McAfee agrees that focusing too much on the technology will limit healthy adoption of Enterprise 2.0 technologies, but points out that these new technologies are radical departures from the earlier technologies and not simply evolutionary outgrowths whose success can be measured by the same standards.

Going one step further, I'd say that the current generation of young people who have grown up with technology all their lives are very different from those who have worked in the traditional, hierarchical organization. As Dina Mehta says,

“it is their way of life...They don't take it as seriously as we do. They are not as grateful to it as we are. They do not talk about how cool YouTube is — they just use the services to check out the latest Gwen Stefani video — the video is their point of conversation rather than how cool the service is. When I ask them to imagine life without them, they simply cannot - they know nothing less. They're not delighted by 'free' as we are - growing up with this medium has made them expect it. There are few divisions between the techno haves and have-nots among them, as in our case.â€?

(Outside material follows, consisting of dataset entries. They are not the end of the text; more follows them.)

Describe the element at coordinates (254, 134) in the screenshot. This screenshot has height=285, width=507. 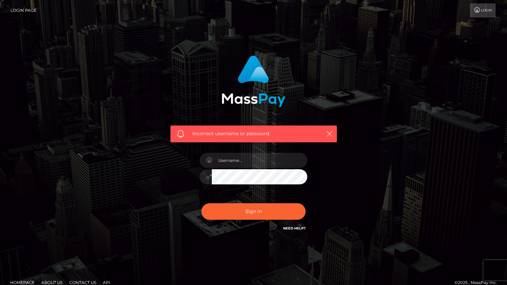
I see `span: Incorrect username or password.` at that location.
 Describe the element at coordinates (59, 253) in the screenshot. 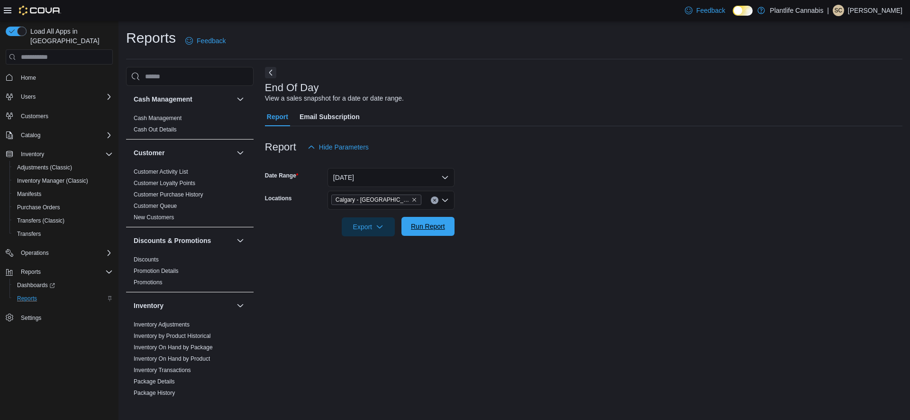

So Tom’s right — the absence of technology isn’t the only reason that organizations are hierarchical. The people in charge of those organizations organized them that way because it’s what they understood how to do. And Andrew’s right — today’s ubiquitous technologies that we use in all facets of our lives are radically different from the earlier tools that had a specific place and use. I think the next workforce generation are different too — possibly radically different because for them the debate isn't even about the tools, but about the information, and that's the real change in the way we work. Am I right?

Post a comment





Remember personal info?

Type the characters you see in the picture above.